An Aesthetic Sweet Spot

 

Tucked inside the historic Boat House at 94 E. Main Street—perched right along the Harpeth River—Perenn arrived in Franklin last spring from husband-and-wife team Aubrey and Tyler O'Laskey, who've been quietly building one of the most thoughtful hospitality concepts in the country out of Reno, Nevada. Their Franklin outpost is a bakery and café by day, a European rotisserie and bistro by night, and an interior design love letter every hour in between.

We finally went to experience it for ourselves and we took notes on everything!

 

Rustic European Meets Warm Americana

The design was a collaboration between the O'Laskeys and Anton Anger of Studio Meadow. The result is deeply considered—warm without being precious, rustic without being rough.

Low wooden ceilings anchor the 2,700-square-foot interior with the kind of intimacy that high ceilings simply can't manufacture. They draw the eye down and in, making the space feel like a room you were already meant to be in. The historic Boat House bones do a lot of the heavy lifting here, but the design leans into them rather than fighting them.

Upholstered booths line the walls—a classic European café move that creates natural gathering pockets without over-furnishing the space. There's also counter seating and riverside tables, giving the room a layered social logic: solo coffee drinkers, couples, families, and groups all have a natural place to land.

The hand-painted espresso machine by artist Darin Stockwell, rendered in Perenn's signature deep, moody dark green, functions as the room's anchor piece. It's art that works—functional sculpture at the heart of the service counter. And the paintings by Renee Evans throughout the dining room give the walls a collected, curated quality that no print-on-demand solution could replicate.

Together, the design bridges old world and new—a phrase that could easily sound like a cliché, but here genuinely describes what's happening. It feels earned.

How to Bring It Home: The Perenn Aesthetic for Residential Spaces

Before you can recreate a feeling, it helps to be able to name it. Perenn's aesthetic sits in a very specific sweet spot—European countryside meets Southern boathouse. It's not farmhouse, not industrial, not coastal. The closest shorthand is organic European transitional: grounded in natural materials, historically informed, but never precious or period-specific. French provincial filtered through a Tennessee river town. The kind of space that feels discovered rather than designed.

That quality (unhurried, crafted, quietly confident) is exactly what we aim for in residential design. And it's more achievable than it looks.

Start with the ceiling. Perenn's low wooden ceiling is the first thing you register when you walk in. In residential design, this translates to embracing exposed wood beams, or adding warmth overhead through stained wood plank ceilings in a kitchen, dining room, or screened porch. The goal is to bring the sky closer—to make the room feel held.

Commit to a signature color. Perenn's deep, dark green isn't shy. It appears on the espresso machine, carries through the branding, and creates a visual throughline across the space. In a home, this looks like a deeply saturated lacquered kitchen island, a painted built-in, or a single dramatic wall in a moody library green or charcoal. Pick one and commit. Half measures read as indecision.

Invest in upholstered seating that stays. The booth seating at Perenn communicates something critical: you're welcome to settle in. In residential spaces, this means anchoring a dining room with a built-in banquette, or choosing generously proportioned upholstered chairs that signal comfort before anyone sits down.

Let art be collected, not curated to match. When you're pulling together art for a home, resist the urge to source everything from the same palette or era. A mix of mediums, scales, and periods creates the sense that a space has a history, even when it's new.

Think about the threshold. Part of what makes Perenn's Franklin location so effective is its relationship to the Harpeth River—the outdoor patios and riverside tables create a progression from interior to exterior that makes the whole property feel larger and more intentional. In residential design, this means treating indoor-outdoor transitions as designed moments rather than afterthoughts. A screened porch, a covered terrace, a view corridor. These can transform how a home feels from the inside.

Choose materials with longevity. Perenn's space looks like it has always been there because the materials, wood, paint and upholstery, are the kind that age into themselves rather than dating. When we specify finishes for our clients, this is always the question: will this look better in ten years, or just different? Perenn answers it correctly.

Go Visit

Perenn Franklin is open daily from 7am–2:30pm, with dinner service Thursday through Saturday, 5–9pm. Reservations are available through Resy.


(Instructions for the task)
Among the entries below, which lines include the string "tube"? Show each one.

Data items
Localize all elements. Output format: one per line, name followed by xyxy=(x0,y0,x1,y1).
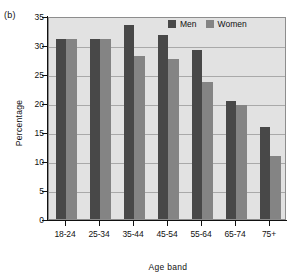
bar-men-25-34 xyxy=(90,39,101,219)
x-axis-tick xyxy=(201,221,202,226)
x-axis-title: Age band xyxy=(48,262,288,272)
bar-men-45-54 xyxy=(158,35,169,219)
y-axis-tick-label: 25 xyxy=(4,70,44,80)
y-axis-tick-label: 5 xyxy=(4,186,44,196)
y-axis-tick-label: 35 xyxy=(4,12,44,22)
legend-swatch-women xyxy=(206,20,214,28)
chart-figure: (b) Percentage 05101520253035 18-2425-34… xyxy=(0,0,294,279)
bar-women-18-24 xyxy=(66,39,77,219)
bar-women-75+ xyxy=(270,156,281,219)
y-axis-tick-label: 15 xyxy=(4,128,44,138)
bar-men-55-64 xyxy=(192,50,203,219)
bar-men-18-24 xyxy=(56,39,67,219)
y-axis-tick-label: 0 xyxy=(4,215,44,225)
y-axis-tick-label: 10 xyxy=(4,157,44,167)
y-axis-tick-label: 20 xyxy=(4,99,44,109)
x-axis-tick xyxy=(167,221,168,226)
y-axis-tick-label: 30 xyxy=(4,41,44,51)
plot-area xyxy=(48,17,286,220)
x-axis-tick xyxy=(269,221,270,226)
bar-women-45-54 xyxy=(168,59,179,219)
x-axis-tick-label-75+: 75+ xyxy=(247,229,291,239)
legend-label-men: Men xyxy=(180,19,197,29)
bar-series-container xyxy=(49,18,285,219)
legend-label-women: Women xyxy=(218,19,247,29)
legend-swatch-men xyxy=(168,20,176,28)
legend-entry-men: Men xyxy=(168,19,197,29)
bar-men-65-74 xyxy=(226,101,237,219)
legend-entry-women: Women xyxy=(206,19,247,29)
x-axis-tick xyxy=(133,221,134,226)
bar-women-55-64 xyxy=(202,82,213,219)
bar-men-75+ xyxy=(260,127,271,219)
legend: MenWomen xyxy=(168,19,247,29)
x-axis-tick xyxy=(235,221,236,226)
x-axis-tick xyxy=(65,221,66,226)
bar-men-35-44 xyxy=(124,25,135,219)
bar-women-25-34 xyxy=(100,39,111,219)
x-axis-tick xyxy=(99,221,100,226)
bar-women-65-74 xyxy=(236,105,247,219)
bar-women-35-44 xyxy=(134,56,145,219)
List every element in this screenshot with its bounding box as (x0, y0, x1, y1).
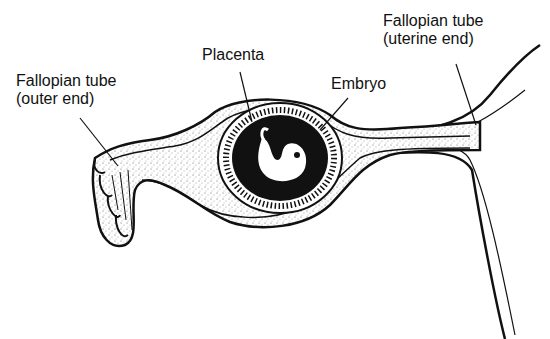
label-embryo: Embryo (331, 75, 386, 93)
fallopian-tube-illustration (0, 0, 550, 339)
label-outer-end-line1: Fallopian tube (16, 72, 117, 90)
label-uterine-end-line1: Fallopian tube (383, 12, 484, 30)
label-outer-end-line2: (outer end) (16, 90, 117, 108)
label-uterine-end-line2: (uterine end) (383, 30, 484, 48)
label-uterine-end: Fallopian tube (uterine end) (383, 12, 484, 48)
gestational-sac (218, 103, 342, 213)
diagram-canvas: Fallopian tube (outer end) Placenta Embr… (0, 0, 550, 339)
label-outer-end: Fallopian tube (outer end) (16, 72, 117, 108)
label-placenta: Placenta (202, 46, 264, 64)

(Solution to this problem)
fallopian-tube-illustration (0, 0, 550, 339)
label-outer-end-line1: Fallopian tube (16, 72, 117, 90)
label-uterine-end-line1: Fallopian tube (383, 12, 484, 30)
label-uterine-end: Fallopian tube (uterine end) (383, 12, 484, 48)
diagram-canvas: Fallopian tube (outer end) Placenta Embr… (0, 0, 550, 339)
label-outer-end: Fallopian tube (outer end) (16, 72, 117, 108)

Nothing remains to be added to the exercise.